Maybe because Americans are so often cautioned to suppress our instinctive smiles at strangers, I worry overmuch about being friendly in public. In Istanbul, or Ankara, or even in Antep, I do feel out of place when I try to make conversation– they’re cities, and people have city things to do. But in the towns and villages, once you have the least opening– the least reason to smile and nod– well, a smile is a smile. Even when I can’t communicate anything more, that connection keeps me from feeling adrift.

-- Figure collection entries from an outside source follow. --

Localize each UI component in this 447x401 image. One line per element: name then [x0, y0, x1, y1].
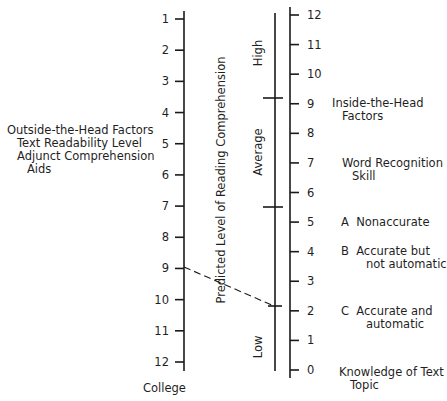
- band-high-label: High: [251, 38, 265, 68]
- level-b-text-1: Accurate but: [356, 244, 430, 258]
- level-b-line-2: not automatic: [366, 258, 447, 271]
- right-tick-label: 3: [307, 274, 314, 288]
- left-tick-label: 7: [162, 199, 169, 213]
- band-low-label: Low: [251, 332, 265, 362]
- middle-axis-title: Predicted Level of Reading Comprehension: [214, 55, 228, 305]
- right-tick-label: 5: [307, 215, 314, 229]
- left-tick-label: 3: [162, 74, 169, 88]
- left-tick-label: 12: [154, 355, 169, 369]
- left-tick-label: 9: [162, 261, 169, 275]
- left-tick-label: 11: [154, 324, 169, 338]
- level-a-letter: A: [341, 215, 349, 229]
- level-a-text: Nonaccurate: [356, 215, 429, 229]
- left-tick-label: 8: [162, 230, 169, 244]
- right-tick-label: 7: [307, 156, 314, 170]
- right-tick-label: 4: [307, 245, 314, 259]
- level-b-letter: B: [341, 244, 349, 258]
- level-c-line-2: automatic: [366, 318, 424, 331]
- right-tick-label: 0: [307, 363, 314, 377]
- right-title-line-2: Factors: [342, 110, 383, 123]
- level-c-text-1: Accurate and: [356, 304, 432, 318]
- right-tick-label: 1: [307, 333, 314, 347]
- left-tick-label: 5: [162, 137, 169, 151]
- example-dashed-line: [184, 267, 274, 306]
- right-tick-label: 11: [307, 38, 322, 52]
- level-c-letter: C: [341, 304, 349, 318]
- left-axis-ticks: 123456789101112: [154, 12, 184, 369]
- right-tick-label: 12: [307, 8, 322, 22]
- left-tick-label: 6: [162, 168, 169, 182]
- right-tick-label: 2: [307, 304, 314, 318]
- right-tick-label: 9: [307, 97, 314, 111]
- left-tick-label: 1: [162, 12, 169, 26]
- right-tick-label: 8: [307, 126, 314, 140]
- left-tick-label: 4: [162, 106, 169, 120]
- right-tick-label: 6: [307, 186, 314, 200]
- word-recognition-line-2: Skill: [352, 170, 376, 183]
- right-axis-ticks: 1211109876543210: [290, 8, 322, 377]
- left-tick-label: 10: [154, 293, 169, 307]
- knowledge-line-2: Topic: [350, 379, 379, 392]
- band-average-label: Average: [251, 127, 265, 177]
- left-title-line-4: Aids: [27, 163, 51, 176]
- left-bottom-label: College: [143, 382, 186, 395]
- left-tick-label: 2: [162, 43, 169, 57]
- right-tick-label: 10: [307, 67, 322, 81]
- level-a: A Nonaccurate: [341, 216, 429, 229]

1: Other particularly interesting things that have been in my immediate proximity on the dolmuş or minibus in Turkey: 1) four or five large plastic bags of extremely recently butchered raw meat, during Kurban Bayramı last weekend, and 2) a chicken in a cage (the last time I was in Turkey, in 2008). Normally it’s just, you know, two three-foot-long PVC pipes tied together and women carrying enormous metal plates wrapped in newspaper.
2: “WHAT IS YOUR NAME? WHERE YOU FROM?”

And a small-print anecdote: while walking in İslahiye, I came across a sign in messy red paint, hanging from a dingy, windowless one-story brick building. “Sünnet yapılır. [phone number]” Colloquial translation? “Circumcisions done here.”